Fantastic to hear live large scale choral music once more with all the clarity and dynamics thrill you still only get with being in the same space where the musicians are playing. Tonight’s programme featured two large scale orchestral works with undercurrents of death and disaster.
Read more: Prom 16 – Shostakovich’s Fifth & Rachmaninov’s The Bells
Wales Millennium Centre, Cardiff Bay
Ynysowen Male Choir perform in the foyer before curtain up
Blaze of Glory! is the first Welsh opera I’ve come across, despite the fine roster of famous Welsh singers. I went out of my way to see it in Cardiff at the last night of the premiere run and it was brilliant. A full, knowledgeable and appreciative audience in Cardiff’s new theatre in the Wales Millennium Centre. I heard groups around me speaking only in Welsh. There was a spine-chilling concert hush from the audience for the lusty opening chorus sung both on stage and augmented in the auditorium by the Ynysowen Male Choir. Much of the audience joined in singing, in Welsh, to the final chorus at the end of the opera, then there was a standing ovation with three or four curtain calls.
We were privileged to hear two very accomplished artistes playing challenging repertoire tonight in the excellent acoustic of St John’s, Keswick. I didn’t realise until I heard the first notes that I already know the most recently written and most topical piece in their programme, Post scriptum by the Ukrainian composer Valentin Silvestrov, written in 1990. I worked with this music several times in connection with the war in former-Yugoslavia, in particular with video footage I was editing of the atrocities at Srebrenica. I most recently heard the piece on Thursday last week on French radio, who played it on the first day of the invasion of Ukraine by Russia.
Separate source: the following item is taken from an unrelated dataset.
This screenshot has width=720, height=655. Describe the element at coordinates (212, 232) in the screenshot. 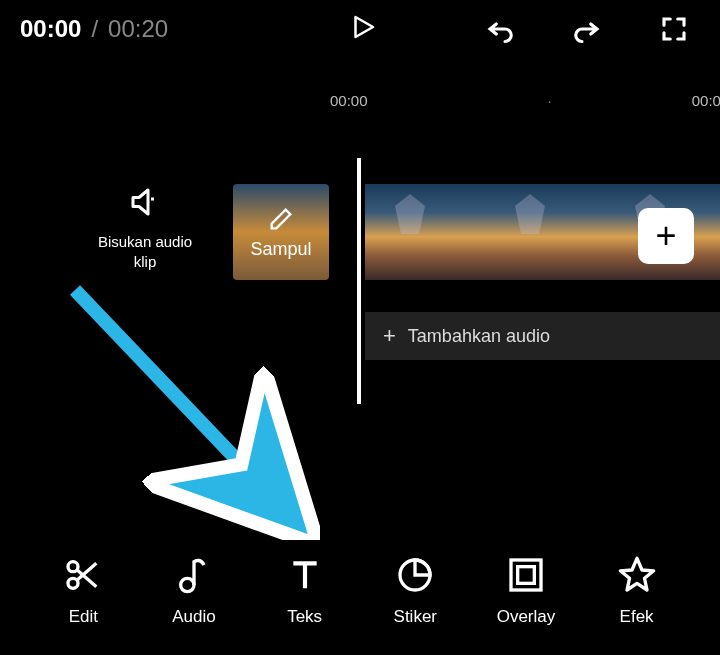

Read more: Sophie Rosa and Ian Buckle at Keswick Music Society
Benjamin Sheen brought a touch of New York showmanship to his recital on the recently rebuilt and enlarged Wm Hill & Son organ at St. Patrick’s Church, Patterdale, near the head of Ullswater in the Lake District.
Difficult to believe he wrought such variety of sounds from just 20 stops. His playing of the Schumann piece was particularly rich in tonal contrasts. The ostinato theme of Ad Wammes’ Miroir, repeated throughout but building in weight as it is joined by other voices, showcased this fine instrument’s capabilities from really quiet to full organ.
The small church acoustic together with the state-of-the-art action on the instrument made it possible to hear the detail in Benjamin Sheen’s playing in a way that a larger acoustic would have clouded. The brilliance of William Harris’s Flourish at the start of the programme, the deep fondness he has of the Bach Prelude and Fugue in G, BWV 541 (just a few ornamentations) and overwhelmingly in his rendition of Mozart’s Fantasia in F minor, K. 608, gave these pipes a thorough workout to the pleasure of the knowledgeable audience of the Society of Cumbrian Organists.
Read more: Benjamin Sheen - Organ Recital - St. Patrick’s Church, Patterdale
The centrepiece of the concert was Benjamin Britten’s String Quartet No. 3 which was first performed just after the composer’s death in 1976. Hearing a live chamber music performance again after so long was as emotional as it was therapeutic; this programme was chillingly appropriate in view of the pandemic we are enduring. Cellist Felix Hughes (no relation) introduced the quartet as written by Britten after unsuccessful surgery and when he must have been aware of his own mortality. It is a more contemporary exploration of the themes of illness and death than the well-known Mahler Symphony No. 9, that composer’s last completed symphony.